When you see children pulling out dirty nappies and empty cans, then holding up half-eaten food to the street light, you feel ashamed—of the bankers and politicians who blithely engineered the currency collapse, and of yourself for having enjoyed the fruits of the economic swindle Argentines benefited from in the late 1990s, only for the roof to cave in shortly after the Millenium. I, after all, could leave the country, having lost my pension and two-thirds of my bank account when the government forcibly devalued the peso. But for many Argentine families, the grim reality was often begging on the street for money for medication or food.

Fast forward six years later, and on Tuesday night I wheel my garbage bins out to the street. I live in a quiet, residential neighborhood in Sandy. In the years I've lived here, I've only had one problem when I was stupid enough to leave my wallet on the front seat of my unlocked car in the driveway overnight—an invitation for the robbery that occurred. Other than that, nothing to report. Until yesterday.

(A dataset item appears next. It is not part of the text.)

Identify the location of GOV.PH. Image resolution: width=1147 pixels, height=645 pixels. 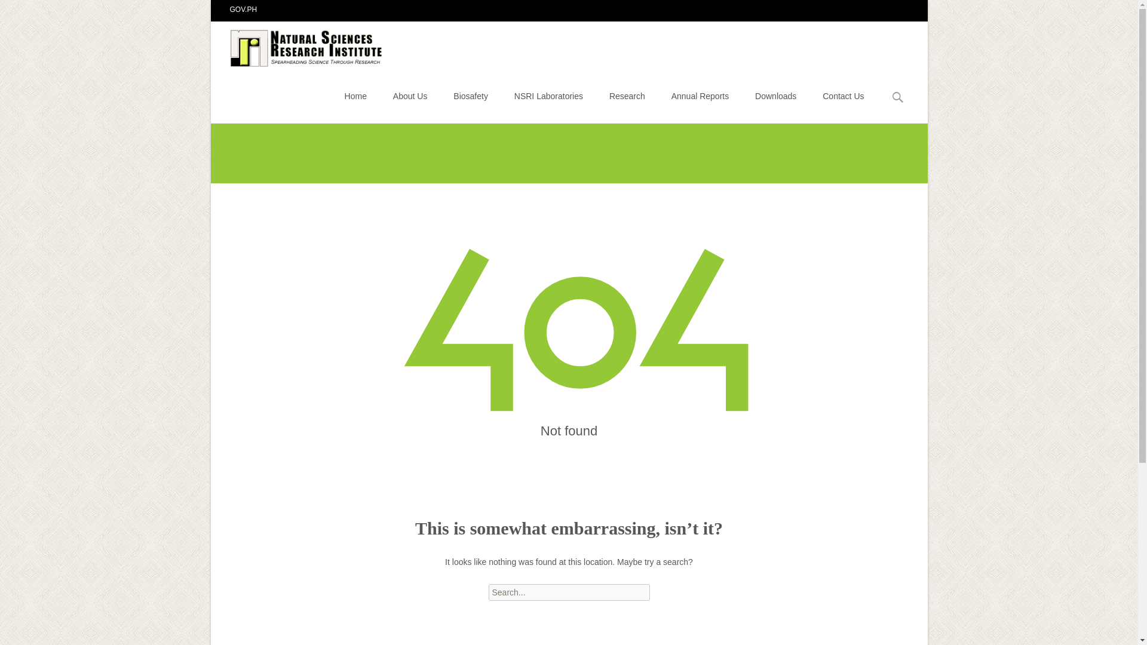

My neighbor had requested to use my bins so they were full of the refuse of his cleaning out his garage after 20 years of piling up boxes. I placed a bag of kitchen garbage on top of his detritus, but could not close the lid.

The next morning, I came out for an early-morning stroll, only to find the lid closed and my garbage bag gone. I stood in the street, scratching my head. Who would take my garbage?

By placing your garbage out on the street, you are, as I understand it, legally relinquishing ownership. If the state or the government wants to look in your garbage, then they arrange to get the entire bin's contents after it has been picked up by the garbage truck. That way you don't know anyone is peering into the entrails of your refuse. If you're a P.I., however, then you snag what you can out of the bins in the early hours and find somewhere convenient to explore the contents.

In the past, I confess that when I have worked on stories about people I consider a menace or, relatedly, find myself pursuing stories involving questionable behavior by law enforcement or local government, at times my paranoia has almost gotten the better of me. When I look down the current list of stories I am working on, however, I cannot see anything that would spark an interest in the personal details of my life.

So, whoever took my garbage, you're more than welcome to it. And thank you for instilling a new dose of paranoia into my existence. I'll be looking over my shoulder a little more carefully from now on.